Pacifiction (Serra, 2022) 9/10That would be a 10 if it was 30min shorter. Don?t miss it. And see it on the biggest screen you can find. If you are a Jewish wherewolf though don?t waste your time you are gonna hate it for all the reasons you can think of.
The Drowning Pool (1975) - An objectively better plot than Harper, or at the very least, a much more thought out conclusion to said plot. While part of me prefers the colorful mid 60's poppy charm of Harper, this is the better movie, and that water sequence is pretty damn clever when graded on a curve of all the 'James Bond's in danger, how does he escape' sequences. Great cast all around, Murray Hamilton is great as usual. B
According to Glenn Erickson*, the Paul Newman film Twilight works as an unofficial final Harper film, with Paul Newman playing a PI with a different name. I've never seen it, but it is coming to blu-ray soon from KL. Reviews of the disc are starting to come in: https://www.hometheaterforum.com/community/threads/a-few-words-about-tm-twilight-without-vampires-in-blu-ray.377716/*Maybe Eddie Muller
Sounds awful.
It's great though. And it's a neo-noir (in case somebody else is reading).
Nightmare Alley (Guillermo del Toro, 2021) - I don't know, 6/10?The best way to describe it is to say it feels 100% like a Park Chan-wook movie. Is it good? Of course not. Park Chan-wook don't make good movies, I suspect he isn't even trying. He's mostly stitching together lots of stuff. Lots of different tons, different scenes, different movies and putting a strong (although ALWAYS very much disputable) art direction to tie the room together. I love art direction in movies, but cinema isn't about art direction. So Nightmare Alley is this. Tons of different stuff put together in the same pan and then cooked for 2 hours. The violence is great. But feels totally out of place. Half the movie feels like a Netflix adaptation of some obscure 1950's noir book. Which isn't a compliment. Some scenes feel like real cinema. The good thing about that method (which, like I already stated 3 times, never ends up making an actual cinema movie) is that most of the time you have no idea what's coming next because the movie could go any direction. Unfortunately, most often than not, "any direction" ends up being one of the clich? options. So you kind of always know where things (relationships, storylines...) are going to end, you just don't know what the movie is going to do with it. In 2 weeks I'll probably have a couple of scenes left in mind and the rest of Nightmare Alley is gonna be lost in time likes tears in the rain.
You have a good take on this. Have you ever seen the original?
I haven't! Should I?
I haven't! Should I?A Most Violent Year (J.C. Chandor, 2014) - 8/10Very good film about capitalism. What holds it from becoming the masterpiece it's trying to be:- the action scene lack intensity. They have good ideas and are pretty clean but they aren't as strong as they should be. It's a shame because they should balance out the overall coldness of the film. Yet, they don't. Unsurprisingly, Chandor is more at ease with dialogue scenes with a genre inspired cinematography than with actual genre scenes. The best one is the shootout on the highway, and mostly because of the dialogues.- some stuff is too much on the nose (the heavy handed symbolism of the blood/oil in the end) or too clearly stated yet not demonstrated (Chastain's character stating that everything Isaac did was enabled by her and her father's shady actions). Needless to say, Drink is still 100% wrong about the movie's gorgeous cinematography.
Hum, I'd argue that the emotional weaknesses of that film mirror quite precisely its intellectual ones. I had a second watch the other day (I got it for 5 bucks on iTunes) that pretty much confirmed the impression I had (I haven't read my initial review though so I may be contradicting myself). Still, there is no denying that some events/characters in the film are only there for intellectual purposes instead of servicing a good story.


▶ Problem details
Only the lines of the data holding the string "Average" need to be returned.

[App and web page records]
§

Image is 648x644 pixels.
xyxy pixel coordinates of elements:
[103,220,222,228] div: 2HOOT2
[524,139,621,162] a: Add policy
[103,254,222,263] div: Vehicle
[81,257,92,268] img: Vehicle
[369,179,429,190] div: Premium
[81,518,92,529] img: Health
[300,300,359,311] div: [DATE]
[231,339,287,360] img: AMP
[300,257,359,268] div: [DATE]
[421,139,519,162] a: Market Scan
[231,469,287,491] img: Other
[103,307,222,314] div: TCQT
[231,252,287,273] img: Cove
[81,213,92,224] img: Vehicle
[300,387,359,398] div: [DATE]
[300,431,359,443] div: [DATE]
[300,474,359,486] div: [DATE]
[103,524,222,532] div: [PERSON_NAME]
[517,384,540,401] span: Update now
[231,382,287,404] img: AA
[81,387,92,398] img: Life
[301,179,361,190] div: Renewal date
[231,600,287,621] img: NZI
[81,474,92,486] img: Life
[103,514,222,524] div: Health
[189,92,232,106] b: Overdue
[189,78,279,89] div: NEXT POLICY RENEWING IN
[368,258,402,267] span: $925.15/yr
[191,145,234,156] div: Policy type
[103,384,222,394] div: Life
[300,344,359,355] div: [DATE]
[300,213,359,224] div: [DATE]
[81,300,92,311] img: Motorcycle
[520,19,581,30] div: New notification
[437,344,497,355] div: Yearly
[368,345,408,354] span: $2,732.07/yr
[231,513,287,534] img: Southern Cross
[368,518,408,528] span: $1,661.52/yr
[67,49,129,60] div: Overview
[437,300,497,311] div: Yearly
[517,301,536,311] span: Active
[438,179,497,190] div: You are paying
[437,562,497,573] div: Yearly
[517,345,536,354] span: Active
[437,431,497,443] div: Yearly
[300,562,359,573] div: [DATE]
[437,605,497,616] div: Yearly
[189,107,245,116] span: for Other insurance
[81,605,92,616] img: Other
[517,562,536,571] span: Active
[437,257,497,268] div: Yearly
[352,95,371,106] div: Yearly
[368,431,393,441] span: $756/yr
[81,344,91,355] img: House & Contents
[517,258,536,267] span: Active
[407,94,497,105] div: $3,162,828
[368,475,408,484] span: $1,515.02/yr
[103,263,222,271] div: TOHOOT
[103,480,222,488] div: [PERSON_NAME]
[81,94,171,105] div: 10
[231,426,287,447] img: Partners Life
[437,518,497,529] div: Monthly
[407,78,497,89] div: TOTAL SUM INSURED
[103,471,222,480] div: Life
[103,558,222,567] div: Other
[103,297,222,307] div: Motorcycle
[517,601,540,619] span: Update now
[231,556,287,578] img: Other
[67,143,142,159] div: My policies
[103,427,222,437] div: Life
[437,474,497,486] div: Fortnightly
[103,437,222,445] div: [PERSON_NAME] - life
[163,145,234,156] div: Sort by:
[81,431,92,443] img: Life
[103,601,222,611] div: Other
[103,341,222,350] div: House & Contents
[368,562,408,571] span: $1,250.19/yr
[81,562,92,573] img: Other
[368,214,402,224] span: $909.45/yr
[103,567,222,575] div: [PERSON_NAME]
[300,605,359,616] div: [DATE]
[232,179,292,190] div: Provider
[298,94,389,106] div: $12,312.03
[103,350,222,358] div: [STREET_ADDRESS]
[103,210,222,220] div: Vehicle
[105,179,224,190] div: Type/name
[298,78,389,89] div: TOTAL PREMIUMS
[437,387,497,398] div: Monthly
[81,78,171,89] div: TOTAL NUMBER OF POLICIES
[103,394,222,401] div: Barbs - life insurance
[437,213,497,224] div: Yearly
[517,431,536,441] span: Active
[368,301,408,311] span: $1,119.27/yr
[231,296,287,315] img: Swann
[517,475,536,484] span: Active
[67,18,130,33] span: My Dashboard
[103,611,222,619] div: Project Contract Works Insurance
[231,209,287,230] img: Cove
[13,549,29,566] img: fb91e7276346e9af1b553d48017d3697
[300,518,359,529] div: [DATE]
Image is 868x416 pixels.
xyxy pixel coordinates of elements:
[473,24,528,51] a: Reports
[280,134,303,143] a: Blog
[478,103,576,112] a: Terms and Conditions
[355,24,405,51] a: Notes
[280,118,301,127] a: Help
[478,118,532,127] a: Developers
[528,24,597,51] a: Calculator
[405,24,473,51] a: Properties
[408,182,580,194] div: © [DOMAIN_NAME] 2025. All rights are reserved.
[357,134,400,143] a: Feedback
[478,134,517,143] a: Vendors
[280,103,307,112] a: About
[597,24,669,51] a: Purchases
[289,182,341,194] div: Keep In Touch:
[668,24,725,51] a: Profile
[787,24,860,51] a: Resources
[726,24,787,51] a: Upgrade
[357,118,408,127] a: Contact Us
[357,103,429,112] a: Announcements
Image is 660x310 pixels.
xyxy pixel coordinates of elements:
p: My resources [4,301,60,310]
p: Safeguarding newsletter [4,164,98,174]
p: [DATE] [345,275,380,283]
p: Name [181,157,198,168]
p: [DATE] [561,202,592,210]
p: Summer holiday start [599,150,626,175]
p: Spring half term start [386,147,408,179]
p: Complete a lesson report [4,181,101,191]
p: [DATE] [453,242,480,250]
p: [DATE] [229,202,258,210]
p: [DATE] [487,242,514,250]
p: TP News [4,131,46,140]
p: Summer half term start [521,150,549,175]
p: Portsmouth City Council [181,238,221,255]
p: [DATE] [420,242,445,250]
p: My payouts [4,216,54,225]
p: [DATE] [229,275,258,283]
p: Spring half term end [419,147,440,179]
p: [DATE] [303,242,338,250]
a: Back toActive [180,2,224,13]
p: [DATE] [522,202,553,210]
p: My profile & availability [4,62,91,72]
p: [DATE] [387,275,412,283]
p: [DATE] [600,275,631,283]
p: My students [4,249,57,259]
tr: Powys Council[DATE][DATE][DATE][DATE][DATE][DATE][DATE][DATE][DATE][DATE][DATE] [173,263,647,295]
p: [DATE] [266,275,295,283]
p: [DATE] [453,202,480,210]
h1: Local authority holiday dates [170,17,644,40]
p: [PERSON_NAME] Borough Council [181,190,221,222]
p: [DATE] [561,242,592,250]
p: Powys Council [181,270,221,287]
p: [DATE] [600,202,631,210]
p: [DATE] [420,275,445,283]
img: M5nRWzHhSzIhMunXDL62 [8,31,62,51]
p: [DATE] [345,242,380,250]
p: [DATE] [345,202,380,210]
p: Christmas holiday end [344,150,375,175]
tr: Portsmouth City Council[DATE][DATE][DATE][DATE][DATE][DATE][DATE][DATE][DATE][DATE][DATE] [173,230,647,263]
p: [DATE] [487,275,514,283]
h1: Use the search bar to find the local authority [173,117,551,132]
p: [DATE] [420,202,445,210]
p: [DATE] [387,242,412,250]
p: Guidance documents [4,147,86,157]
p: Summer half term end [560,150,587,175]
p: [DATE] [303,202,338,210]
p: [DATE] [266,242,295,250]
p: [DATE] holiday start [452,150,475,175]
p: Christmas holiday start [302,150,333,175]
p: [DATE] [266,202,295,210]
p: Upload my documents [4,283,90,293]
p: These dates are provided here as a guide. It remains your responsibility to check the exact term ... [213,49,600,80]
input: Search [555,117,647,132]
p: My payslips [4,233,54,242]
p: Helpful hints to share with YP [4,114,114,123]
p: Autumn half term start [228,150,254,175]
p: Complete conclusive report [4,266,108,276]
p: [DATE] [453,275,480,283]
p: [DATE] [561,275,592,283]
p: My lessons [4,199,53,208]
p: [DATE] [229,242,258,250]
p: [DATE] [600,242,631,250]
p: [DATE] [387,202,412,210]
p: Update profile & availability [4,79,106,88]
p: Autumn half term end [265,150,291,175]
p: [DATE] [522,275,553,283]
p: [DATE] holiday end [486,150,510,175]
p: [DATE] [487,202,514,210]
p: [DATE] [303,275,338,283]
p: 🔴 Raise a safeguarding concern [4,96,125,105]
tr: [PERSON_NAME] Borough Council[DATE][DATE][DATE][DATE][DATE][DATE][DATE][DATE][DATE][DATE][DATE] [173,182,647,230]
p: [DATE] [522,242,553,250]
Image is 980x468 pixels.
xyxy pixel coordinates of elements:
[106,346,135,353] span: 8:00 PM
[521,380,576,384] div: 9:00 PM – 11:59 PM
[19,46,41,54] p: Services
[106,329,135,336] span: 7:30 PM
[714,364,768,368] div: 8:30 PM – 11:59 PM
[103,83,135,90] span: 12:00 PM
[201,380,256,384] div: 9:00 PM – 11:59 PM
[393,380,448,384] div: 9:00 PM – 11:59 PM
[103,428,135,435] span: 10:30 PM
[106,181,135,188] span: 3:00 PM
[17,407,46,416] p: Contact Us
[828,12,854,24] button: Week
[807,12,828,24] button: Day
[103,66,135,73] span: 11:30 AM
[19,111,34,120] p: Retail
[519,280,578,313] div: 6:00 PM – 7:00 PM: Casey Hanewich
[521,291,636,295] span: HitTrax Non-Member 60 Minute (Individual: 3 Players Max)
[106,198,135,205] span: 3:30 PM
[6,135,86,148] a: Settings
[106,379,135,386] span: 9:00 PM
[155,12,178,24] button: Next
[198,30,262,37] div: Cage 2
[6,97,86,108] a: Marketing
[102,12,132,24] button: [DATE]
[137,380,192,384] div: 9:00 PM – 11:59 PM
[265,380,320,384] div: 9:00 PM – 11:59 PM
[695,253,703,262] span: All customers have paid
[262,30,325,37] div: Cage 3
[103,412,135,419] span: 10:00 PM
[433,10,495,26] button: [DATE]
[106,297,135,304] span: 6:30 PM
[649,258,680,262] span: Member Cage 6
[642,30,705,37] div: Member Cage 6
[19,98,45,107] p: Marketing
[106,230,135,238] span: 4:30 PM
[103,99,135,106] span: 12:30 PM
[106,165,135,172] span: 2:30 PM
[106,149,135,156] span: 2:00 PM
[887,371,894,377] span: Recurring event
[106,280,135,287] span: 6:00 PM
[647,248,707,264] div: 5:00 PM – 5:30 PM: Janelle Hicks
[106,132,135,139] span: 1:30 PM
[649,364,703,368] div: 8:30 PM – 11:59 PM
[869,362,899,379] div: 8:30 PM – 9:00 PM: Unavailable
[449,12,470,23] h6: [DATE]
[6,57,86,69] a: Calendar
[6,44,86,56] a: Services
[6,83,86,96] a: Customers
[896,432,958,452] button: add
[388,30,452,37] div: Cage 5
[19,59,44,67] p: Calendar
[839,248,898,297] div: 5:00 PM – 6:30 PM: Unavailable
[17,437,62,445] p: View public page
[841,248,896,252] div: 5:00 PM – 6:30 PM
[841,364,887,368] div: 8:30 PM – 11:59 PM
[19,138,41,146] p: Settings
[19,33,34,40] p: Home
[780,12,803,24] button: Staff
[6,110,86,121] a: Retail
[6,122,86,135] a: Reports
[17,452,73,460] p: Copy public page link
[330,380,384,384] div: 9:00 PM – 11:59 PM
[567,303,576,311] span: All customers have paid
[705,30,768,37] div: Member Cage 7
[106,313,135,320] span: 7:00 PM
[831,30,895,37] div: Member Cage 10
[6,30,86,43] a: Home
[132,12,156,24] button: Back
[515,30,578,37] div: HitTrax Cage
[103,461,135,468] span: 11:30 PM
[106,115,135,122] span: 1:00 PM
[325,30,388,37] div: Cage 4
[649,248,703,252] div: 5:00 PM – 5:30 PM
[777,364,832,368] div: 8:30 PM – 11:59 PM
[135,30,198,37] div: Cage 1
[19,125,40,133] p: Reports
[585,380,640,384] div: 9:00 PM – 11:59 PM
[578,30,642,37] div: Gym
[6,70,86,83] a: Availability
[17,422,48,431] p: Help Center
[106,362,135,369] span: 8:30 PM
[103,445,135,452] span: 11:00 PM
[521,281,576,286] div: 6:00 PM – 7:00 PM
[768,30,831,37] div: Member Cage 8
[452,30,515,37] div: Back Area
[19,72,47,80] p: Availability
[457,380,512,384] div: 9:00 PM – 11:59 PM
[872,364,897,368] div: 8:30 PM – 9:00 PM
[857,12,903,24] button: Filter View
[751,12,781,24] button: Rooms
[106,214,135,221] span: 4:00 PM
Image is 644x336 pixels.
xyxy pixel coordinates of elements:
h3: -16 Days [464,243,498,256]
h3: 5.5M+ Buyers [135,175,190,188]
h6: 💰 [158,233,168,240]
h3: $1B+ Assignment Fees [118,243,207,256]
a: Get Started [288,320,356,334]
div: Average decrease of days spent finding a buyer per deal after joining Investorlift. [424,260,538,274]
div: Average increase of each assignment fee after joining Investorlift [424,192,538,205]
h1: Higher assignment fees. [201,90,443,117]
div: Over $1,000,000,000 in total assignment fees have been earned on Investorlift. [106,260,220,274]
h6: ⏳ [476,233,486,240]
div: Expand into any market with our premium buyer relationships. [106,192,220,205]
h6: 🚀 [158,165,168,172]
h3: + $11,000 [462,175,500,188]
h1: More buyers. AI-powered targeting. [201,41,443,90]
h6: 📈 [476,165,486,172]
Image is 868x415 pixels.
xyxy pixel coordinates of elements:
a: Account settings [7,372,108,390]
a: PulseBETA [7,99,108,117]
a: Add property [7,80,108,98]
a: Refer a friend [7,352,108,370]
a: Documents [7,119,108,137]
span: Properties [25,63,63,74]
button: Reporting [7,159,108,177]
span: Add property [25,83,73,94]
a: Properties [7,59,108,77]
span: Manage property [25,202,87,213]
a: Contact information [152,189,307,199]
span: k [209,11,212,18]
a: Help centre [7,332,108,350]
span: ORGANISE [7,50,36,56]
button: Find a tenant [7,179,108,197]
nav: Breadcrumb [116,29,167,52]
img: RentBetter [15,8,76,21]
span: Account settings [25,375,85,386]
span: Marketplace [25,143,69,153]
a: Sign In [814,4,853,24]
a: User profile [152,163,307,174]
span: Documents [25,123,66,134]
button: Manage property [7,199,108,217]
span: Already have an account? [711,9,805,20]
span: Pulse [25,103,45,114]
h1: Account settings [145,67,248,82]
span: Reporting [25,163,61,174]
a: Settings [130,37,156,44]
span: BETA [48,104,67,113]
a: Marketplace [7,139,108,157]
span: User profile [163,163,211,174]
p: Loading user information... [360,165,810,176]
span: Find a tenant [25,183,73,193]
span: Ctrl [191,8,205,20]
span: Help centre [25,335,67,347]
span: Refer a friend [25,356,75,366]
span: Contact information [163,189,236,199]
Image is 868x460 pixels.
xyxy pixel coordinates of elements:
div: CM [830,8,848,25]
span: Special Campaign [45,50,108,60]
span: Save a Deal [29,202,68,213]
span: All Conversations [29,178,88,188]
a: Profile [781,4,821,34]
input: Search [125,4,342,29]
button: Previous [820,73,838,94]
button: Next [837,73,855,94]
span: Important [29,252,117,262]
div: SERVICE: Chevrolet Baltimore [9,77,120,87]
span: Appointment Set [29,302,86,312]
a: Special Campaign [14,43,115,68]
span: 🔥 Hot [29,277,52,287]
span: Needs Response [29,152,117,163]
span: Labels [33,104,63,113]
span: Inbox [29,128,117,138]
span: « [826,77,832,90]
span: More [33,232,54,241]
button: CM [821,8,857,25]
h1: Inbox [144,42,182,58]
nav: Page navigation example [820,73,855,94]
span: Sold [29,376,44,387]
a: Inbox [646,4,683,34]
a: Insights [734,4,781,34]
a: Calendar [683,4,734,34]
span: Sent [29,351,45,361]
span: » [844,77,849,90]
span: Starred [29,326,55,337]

§

▶ Response for this exercise
div: Average decrease of days spent finding a buyer per deal after joining Investorlift. [424,260,538,274]
div: Average increase of each assignment fee after joining Investorlift [424,192,538,205]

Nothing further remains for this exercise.